Today, our Gmail OAuth2 integration broke shortly after 2pm PDT. We deployed a fix by 4:10pm. Here’s what happened.
Firstly, here’s a short background. After a user grants consent to their contacts, all OAuth2 providers require us to send credentials to identify our server in order to obtain an access_token
. The access_token is used for subsequent calls to the providers’ contacts APIs. The OAuth2 standard permits sending these credentials as parameters in the body of the request or as a standard Basic Auth header. It turns out that most providers support both ways and don’t care which way we send the authorization. But there are a few that are picky: Yahoo wants only Basic Authorization in the header but AOL and Facebook want the parameters sent with the body of the request.
We manage many OAuth2 providers through the same library of code and so from an engineering standpoint, the more general we can be with our treatment, the better. So we originally sent it both ways. And during our development and testing, we found that this worked quite nicely and produced the simplest code.
Well, that was working just fine until 2pm today when Gmail unexpectedly started to return this error.

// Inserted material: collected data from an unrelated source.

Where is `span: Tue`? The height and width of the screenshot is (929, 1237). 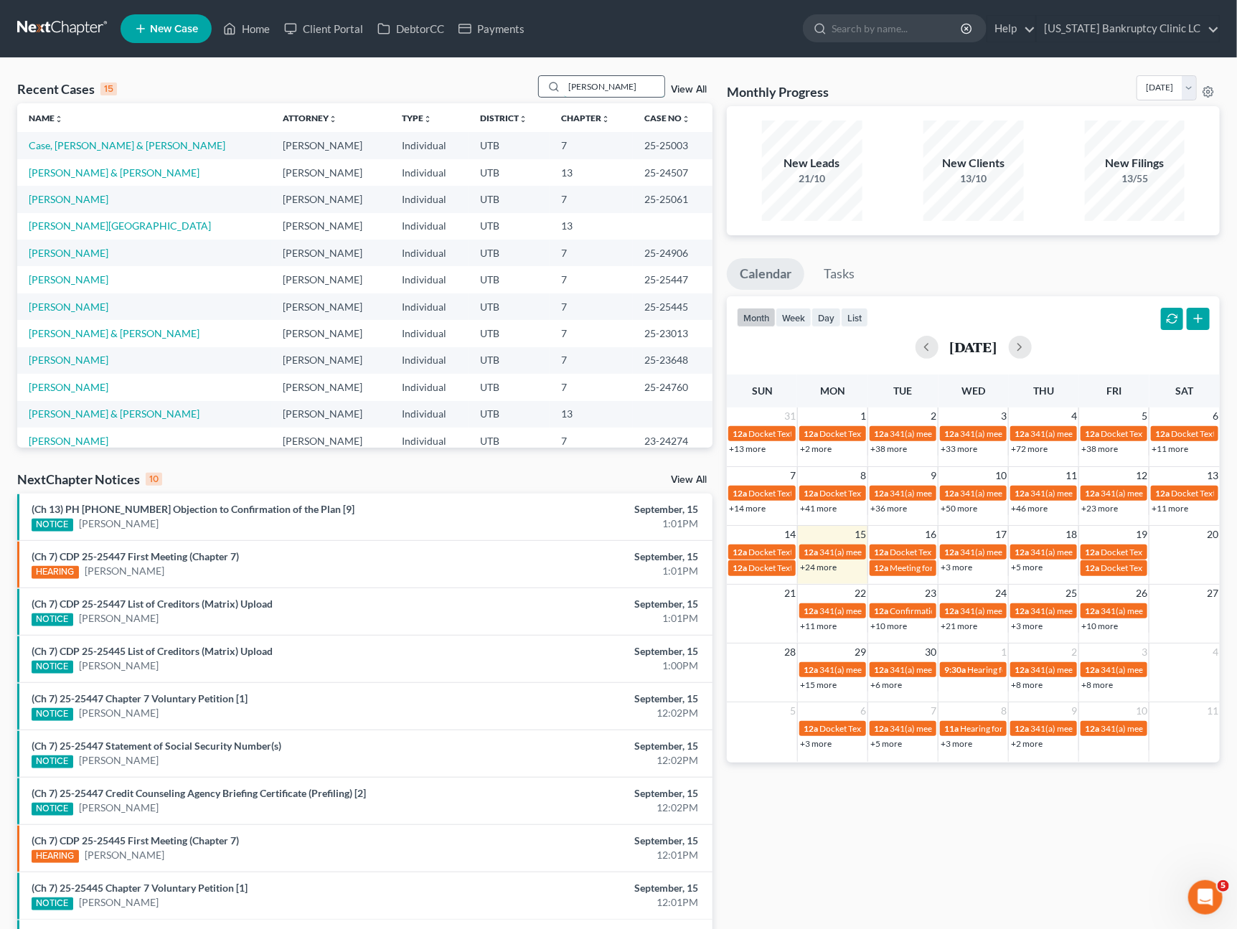
span: Tue is located at coordinates (903, 390).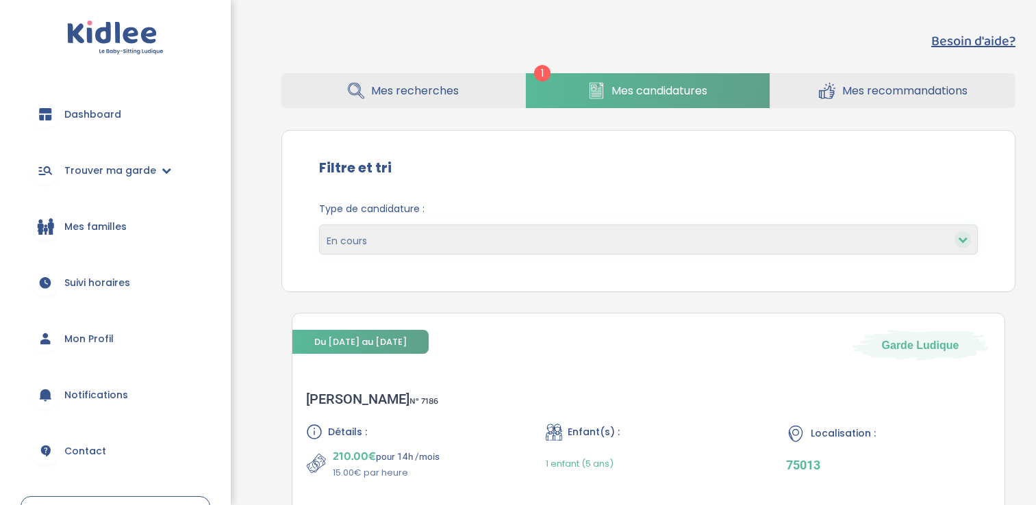 The image size is (1036, 505). What do you see at coordinates (648, 90) in the screenshot?
I see `a: Mes candidatures` at bounding box center [648, 90].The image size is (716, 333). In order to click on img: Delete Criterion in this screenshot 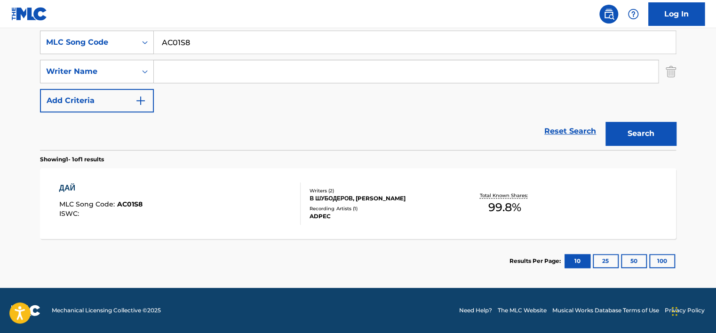, I will do `click(671, 72)`.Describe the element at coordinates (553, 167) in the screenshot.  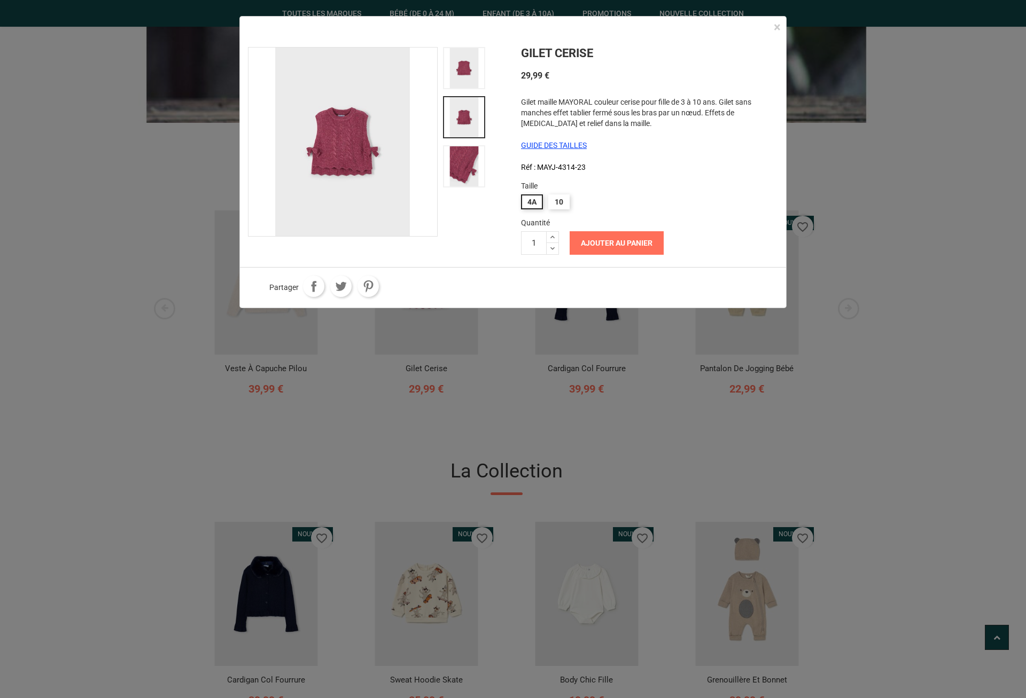
I see `span: Réf : MAYJ-4314-23` at that location.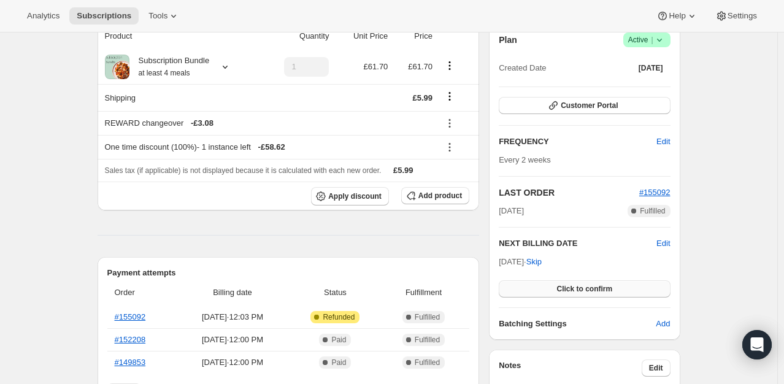 This screenshot has width=784, height=384. What do you see at coordinates (202, 123) in the screenshot?
I see `span: - £3.08` at bounding box center [202, 123].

OAuth 2 parameters can only have a single value: client_secret
Our monitoring systems alerted us to the issue. I was able to reproduce it locally and confirm my suspicion: suddenly Google’s OAuth2 service decided that it is OK to send the data as a Basic Auth header or as parameters in the body of the request, but not both ways. The fix was deployed shortly after.
This was an embarrassing bug, but we caught it quickly and updated our system immediately to resolve it. And I want to be open and clear about why it happened and what we did to resolve it.